Compile and install the module with make install.

Database Setup

Create a duress database at /etc/duress in the format of:

user:encrypted_password:duress_command

The encrypted password hash can be generated with encrypt -b10 -p.

The command in the duress file will be executed as the user logging in (via sh -c), so any functionality requiring elevated privileges should use doas or sudo configured to allow the command without a password.

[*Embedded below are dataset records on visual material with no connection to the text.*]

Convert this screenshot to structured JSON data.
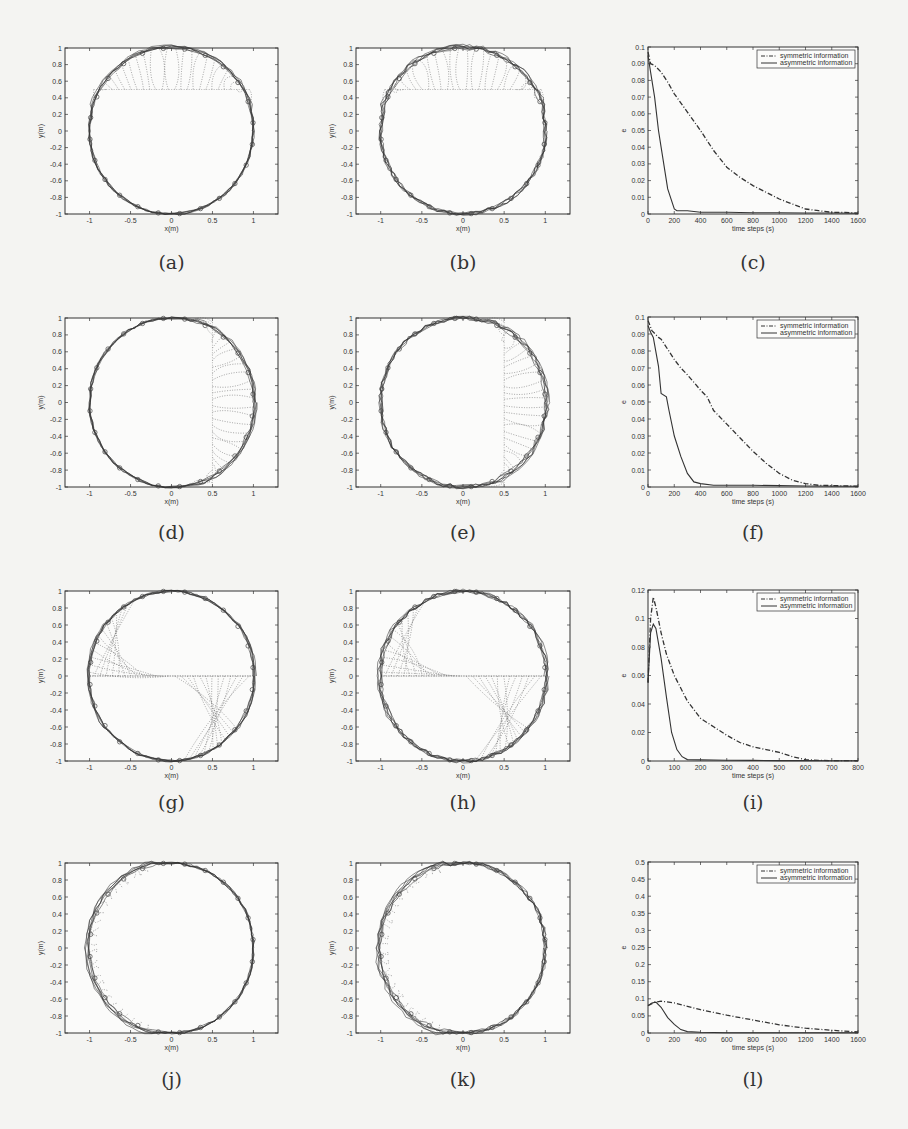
{
  "figure": {
    "panels": [
      {
        "id": "a",
        "label": "(a)",
        "kind": "trajectory",
        "start": "top-band",
        "box": [
          65,
          48,
          278,
          214
        ],
        "label_y": 263
      },
      {
        "id": "b",
        "label": "(b)",
        "kind": "trajectory",
        "start": "top-band",
        "box": [
          356,
          48,
          570,
          214
        ],
        "label_y": 263
      },
      {
        "id": "c",
        "label": "(c)",
        "kind": "error",
        "box": [
          648,
          47,
          858,
          214
        ],
        "label_y": 263
      },
      {
        "id": "d",
        "label": "(d)",
        "kind": "trajectory",
        "start": "right-band",
        "box": [
          65,
          318,
          278,
          487
        ],
        "label_y": 533
      },
      {
        "id": "e",
        "label": "(e)",
        "kind": "trajectory",
        "start": "right-band",
        "box": [
          356,
          318,
          570,
          487
        ],
        "label_y": 533
      },
      {
        "id": "f",
        "label": "(f)",
        "kind": "error",
        "box": [
          648,
          317,
          858,
          487
        ],
        "label_y": 533
      },
      {
        "id": "g",
        "label": "(g)",
        "kind": "trajectory",
        "start": "center-line",
        "box": [
          65,
          591,
          278,
          761
        ],
        "label_y": 803
      },
      {
        "id": "h",
        "label": "(h)",
        "kind": "trajectory",
        "start": "center-line",
        "box": [
          356,
          591,
          570,
          761
        ],
        "label_y": 803
      },
      {
        "id": "i",
        "label": "(i)",
        "kind": "error",
        "box": [
          648,
          590,
          858,
          761
        ],
        "label_y": 803
      },
      {
        "id": "j",
        "label": "(j)",
        "kind": "trajectory",
        "start": "left-arc",
        "box": [
          65,
          863,
          278,
          1033
        ],
        "label_y": 1080
      },
      {
        "id": "k",
        "label": "(k)",
        "kind": "trajectory",
        "start": "left-arc",
        "box": [
          356,
          863,
          570,
          1033
        ],
        "label_y": 1080
      },
      {
        "id": "l",
        "label": "(l)",
        "kind": "error",
        "box": [
          648,
          862,
          858,
          1033
        ],
        "label_y": 1080
      }
    ]
  },
  "chart_data": [
    {
      "panel": "a",
      "type": "line",
      "title": "",
      "xlabel": "x(m)",
      "ylabel": "y(m)",
      "xlim": [
        -1.3,
        1.3
      ],
      "ylim": [
        -1,
        1
      ],
      "xticks": [
        -1,
        -0.5,
        0,
        0.5,
        1
      ],
      "yticks": [
        -1,
        -0.8,
        -0.6,
        -0.4,
        -0.2,
        0,
        0.2,
        0.4,
        0.6,
        0.8,
        1
      ],
      "grid": false,
      "description": "Agents start on horizontal line y=0.5 and converge onto unit circle"
    },
    {
      "panel": "b",
      "type": "line",
      "title": "",
      "xlabel": "x(m)",
      "ylabel": "y(m)",
      "xlim": [
        -1.3,
        1.3
      ],
      "ylim": [
        -1,
        1
      ],
      "xticks": [
        -1,
        -0.5,
        0,
        0.5,
        1
      ],
      "yticks": [
        -1,
        -0.8,
        -0.6,
        -0.4,
        -0.2,
        0,
        0.2,
        0.4,
        0.6,
        0.8,
        1
      ],
      "grid": false,
      "description": "Agents start on horizontal line y=0.5 and converge onto unit circle"
    },
    {
      "panel": "c",
      "type": "line",
      "title": "",
      "xlabel": "time steps (s)",
      "ylabel": "e",
      "xlim": [
        0,
        1600
      ],
      "ylim": [
        0,
        0.1
      ],
      "xticks": [
        0,
        200,
        400,
        600,
        800,
        1000,
        1200,
        1400,
        1600
      ],
      "yticks": [
        0,
        0.01,
        0.02,
        0.03,
        0.04,
        0.05,
        0.06,
        0.07,
        0.08,
        0.09,
        0.1
      ],
      "legend": [
        "symmetric information",
        "asymmetric information"
      ],
      "legend_position": "upper right",
      "series": [
        {
          "name": "symmetric information",
          "style": "dashdot",
          "x": [
            0,
            20,
            50,
            100,
            150,
            200,
            300,
            400,
            500,
            600,
            700,
            800,
            900,
            1000,
            1100,
            1200,
            1300,
            1400,
            1500,
            1600
          ],
          "values": [
            0.097,
            0.09,
            0.089,
            0.085,
            0.079,
            0.072,
            0.061,
            0.05,
            0.038,
            0.028,
            0.022,
            0.017,
            0.013,
            0.009,
            0.006,
            0.003,
            0.002,
            0.001,
            0.001,
            0.0005
          ]
        },
        {
          "name": "asymmetric information",
          "style": "solid",
          "x": [
            0,
            20,
            50,
            80,
            100,
            150,
            200,
            220,
            300,
            400,
            600,
            800,
            1000,
            1200,
            1400,
            1600
          ],
          "values": [
            0.095,
            0.085,
            0.07,
            0.05,
            0.04,
            0.015,
            0.003,
            0.002,
            0.002,
            0.001,
            0.001,
            0.0008,
            0.0008,
            0.0006,
            0.0006,
            0.0005
          ]
        }
      ]
    },
    {
      "panel": "d",
      "type": "line",
      "title": "",
      "xlabel": "x(m)",
      "ylabel": "y(m)",
      "xlim": [
        -1.3,
        1.3
      ],
      "ylim": [
        -1,
        1
      ],
      "xticks": [
        -1,
        -0.5,
        0,
        0.5,
        1
      ],
      "yticks": [
        -1,
        -0.8,
        -0.6,
        -0.4,
        -0.2,
        0,
        0.2,
        0.4,
        0.6,
        0.8,
        1
      ],
      "grid": false,
      "description": "Agents start on vertical line x=0.5 and converge onto unit circle"
    },
    {
      "panel": "e",
      "type": "line",
      "title": "",
      "xlabel": "x(m)",
      "ylabel": "y(m)",
      "xlim": [
        -1.3,
        1.3
      ],
      "ylim": [
        -1,
        1
      ],
      "xticks": [
        -1,
        -0.5,
        0,
        0.5,
        1
      ],
      "yticks": [
        -1,
        -0.8,
        -0.6,
        -0.4,
        -0.2,
        0,
        0.2,
        0.4,
        0.6,
        0.8,
        1
      ],
      "grid": false,
      "description": "Agents start on vertical line x=0.5 and converge onto unit circle"
    },
    {
      "panel": "f",
      "type": "line",
      "title": "",
      "xlabel": "time steps (s)",
      "ylabel": "e",
      "xlim": [
        0,
        1600
      ],
      "ylim": [
        0,
        0.1
      ],
      "xticks": [
        0,
        200,
        400,
        600,
        800,
        1000,
        1200,
        1400,
        1600
      ],
      "yticks": [
        0,
        0.01,
        0.02,
        0.03,
        0.04,
        0.05,
        0.06,
        0.07,
        0.08,
        0.09,
        0.1
      ],
      "legend": [
        "symmetric information",
        "asymmetric information"
      ],
      "legend_position": "upper right",
      "series": [
        {
          "name": "symmetric information",
          "style": "dashdot",
          "x": [
            0,
            30,
            80,
            100,
            150,
            200,
            250,
            300,
            400,
            450,
            500,
            600,
            700,
            800,
            900,
            1000,
            1100,
            1200,
            1300,
            1600
          ],
          "values": [
            0.098,
            0.092,
            0.088,
            0.087,
            0.081,
            0.075,
            0.07,
            0.066,
            0.057,
            0.053,
            0.045,
            0.037,
            0.029,
            0.021,
            0.014,
            0.008,
            0.004,
            0.002,
            0.001,
            0.0005
          ]
        },
        {
          "name": "asymmetric information",
          "style": "solid",
          "x": [
            0,
            20,
            40,
            80,
            100,
            140,
            160,
            200,
            250,
            300,
            350,
            400,
            500,
            600,
            800,
            1000,
            1200,
            1600
          ],
          "values": [
            0.095,
            0.091,
            0.088,
            0.071,
            0.055,
            0.053,
            0.045,
            0.03,
            0.018,
            0.008,
            0.003,
            0.002,
            0.001,
            0.001,
            0.001,
            0.0008,
            0.0006,
            0.0005
          ]
        }
      ]
    },
    {
      "panel": "g",
      "type": "line",
      "title": "",
      "xlabel": "x(m)",
      "ylabel": "y(m)",
      "xlim": [
        -1.3,
        1.3
      ],
      "ylim": [
        -1,
        1
      ],
      "xticks": [
        -1,
        -0.5,
        0,
        0.5,
        1
      ],
      "yticks": [
        -1,
        -0.8,
        -0.6,
        -0.4,
        -0.2,
        0,
        0.2,
        0.4,
        0.6,
        0.8,
        1
      ],
      "grid": false,
      "description": "Agents start on horizontal diameter y=0 and converge onto unit circle"
    },
    {
      "panel": "h",
      "type": "line",
      "title": "",
      "xlabel": "x(m)",
      "ylabel": "y(m)",
      "xlim": [
        -1.3,
        1.3
      ],
      "ylim": [
        -1,
        1
      ],
      "xticks": [
        -1,
        -0.5,
        0,
        0.5,
        1
      ],
      "yticks": [
        -1,
        -0.8,
        -0.6,
        -0.4,
        -0.2,
        0,
        0.2,
        0.4,
        0.6,
        0.8,
        1
      ],
      "grid": false,
      "description": "Agents start on horizontal diameter y=0 and converge onto unit circle"
    },
    {
      "panel": "i",
      "type": "line",
      "title": "",
      "xlabel": "time steps (s)",
      "ylabel": "e",
      "xlim": [
        0,
        800
      ],
      "ylim": [
        0,
        0.12
      ],
      "xticks": [
        0,
        100,
        200,
        300,
        400,
        500,
        600,
        700,
        800
      ],
      "yticks": [
        0,
        0.02,
        0.04,
        0.06,
        0.08,
        0.1,
        0.12
      ],
      "legend": [
        "symmetric information",
        "asymmetric information"
      ],
      "legend_position": "upper right",
      "series": [
        {
          "name": "symmetric information",
          "style": "dashdot",
          "x": [
            0,
            10,
            20,
            30,
            50,
            70,
            100,
            150,
            200,
            250,
            300,
            350,
            400,
            450,
            500,
            550,
            600,
            650,
            700,
            800
          ],
          "values": [
            0.055,
            0.1,
            0.115,
            0.108,
            0.09,
            0.075,
            0.06,
            0.042,
            0.03,
            0.024,
            0.018,
            0.013,
            0.01,
            0.008,
            0.006,
            0.003,
            0.001,
            0.0005,
            0.0003,
            0.0002
          ]
        },
        {
          "name": "asymmetric information",
          "style": "solid",
          "x": [
            0,
            10,
            20,
            30,
            50,
            70,
            90,
            110,
            130,
            150,
            200,
            300,
            400,
            500,
            600,
            700,
            800
          ],
          "values": [
            0.055,
            0.09,
            0.096,
            0.093,
            0.072,
            0.045,
            0.02,
            0.008,
            0.003,
            0.001,
            0.0008,
            0.0005,
            0.0004,
            0.0003,
            0.0003,
            0.0002,
            0.0002
          ]
        }
      ]
    },
    {
      "panel": "j",
      "type": "line",
      "title": "",
      "xlabel": "x(m)",
      "ylabel": "y(m)",
      "xlim": [
        -1.3,
        1.3
      ],
      "ylim": [
        -1,
        1
      ],
      "xticks": [
        -1,
        -0.5,
        0,
        0.5,
        1
      ],
      "yticks": [
        -1,
        -0.8,
        -0.6,
        -0.4,
        -0.2,
        0,
        0.2,
        0.4,
        0.6,
        0.8,
        1
      ],
      "grid": false,
      "description": "Agents start on left arc and converge onto unit circle"
    },
    {
      "panel": "k",
      "type": "line",
      "title": "",
      "xlabel": "x(m)",
      "ylabel": "y(m)",
      "xlim": [
        -1.3,
        1.3
      ],
      "ylim": [
        -1,
        1
      ],
      "xticks": [
        -1,
        -0.5,
        0,
        0.5,
        1
      ],
      "yticks": [
        -1,
        -0.8,
        -0.6,
        -0.4,
        -0.2,
        0,
        0.2,
        0.4,
        0.6,
        0.8,
        1
      ],
      "grid": false,
      "description": "Agents start on left arc and converge onto unit circle"
    },
    {
      "panel": "l",
      "type": "line",
      "title": "",
      "xlabel": "time steps (s)",
      "ylabel": "e",
      "xlim": [
        0,
        1600
      ],
      "ylim": [
        0,
        0.5
      ],
      "xticks": [
        0,
        200,
        400,
        600,
        800,
        1000,
        1200,
        1400,
        1600
      ],
      "yticks": [
        0,
        0.05,
        0.1,
        0.15,
        0.2,
        0.25,
        0.3,
        0.35,
        0.4,
        0.45,
        0.5
      ],
      "legend": [
        "symmetric information",
        "asymmetric information"
      ],
      "legend_position": "upper right",
      "series": [
        {
          "name": "symmetric information",
          "style": "dashdot",
          "x": [
            0,
            50,
            100,
            200,
            300,
            400,
            600,
            800,
            1000,
            1200,
            1400,
            1600
          ],
          "values": [
            0.08,
            0.09,
            0.093,
            0.088,
            0.078,
            0.068,
            0.052,
            0.038,
            0.024,
            0.014,
            0.008,
            0.003
          ]
        },
        {
          "name": "asymmetric information",
          "style": "solid",
          "x": [
            0,
            30,
            60,
            100,
            150,
            200,
            250,
            300,
            400,
            600,
            800,
            1600
          ],
          "values": [
            0.08,
            0.088,
            0.09,
            0.075,
            0.045,
            0.025,
            0.01,
            0.004,
            0.002,
            0.001,
            0.001,
            0.0005
          ]
        }
      ]
    }
  ]
}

Once the duress database has been created, make sure its ownership is correct:

# chown root:wheel /etc/duress
# chmod 600 /etc/duress

duress can now be activated as the default authentication type in /etc/login.conf by changing auth-defaults (or by assigning a new auth key for the specific user class):

auth-defaults:auth=-duress:

This will allow duress logins when authenticating via login(1), doas(8), sudo(8), xenodm(1), ssh(1) (if you allow password authentication, which you shouldn't), and everything else that uses BSD authentication on the system.

Example

Example /etc/duress database:

jcs:$2b$10$PxqDTkwaNak6mUUi1aNWweUZYGIVwE90kYnPkt8HE1HrFWdt84Snm:/usr/bin/doas /sbin/halt -pnq

Example doas.conf:

permit nopass jcs cmd /sbin/halt

Note: doas uses the last matching entry, so if you also have the default "permit persist keepenv :wheel", the nopass entry must be added after that permit line.

Now when the user jcs logs in with the password that matches the hash in /etc/duress instead of the normal password database, the command /usr/sbin/doas /sbin/halt -pnq will be run, immediately powering off the machine.

This is not a particularly subtle example, so perhaps a better one might be to run a script that just deletes (via rm -P) the user's sensitive files such as SSH keys, e-mail archives, etc.

Perhaps an even more subtle example is to run just /usr/bin/true upon duress login. This does nothing but allow one to login with an alternative password in the scenario where some agency is requiring the user to reveal their password so they can login and poke around, but that user's normal system password is also used on other, more sensitive systems and cannot be revealed.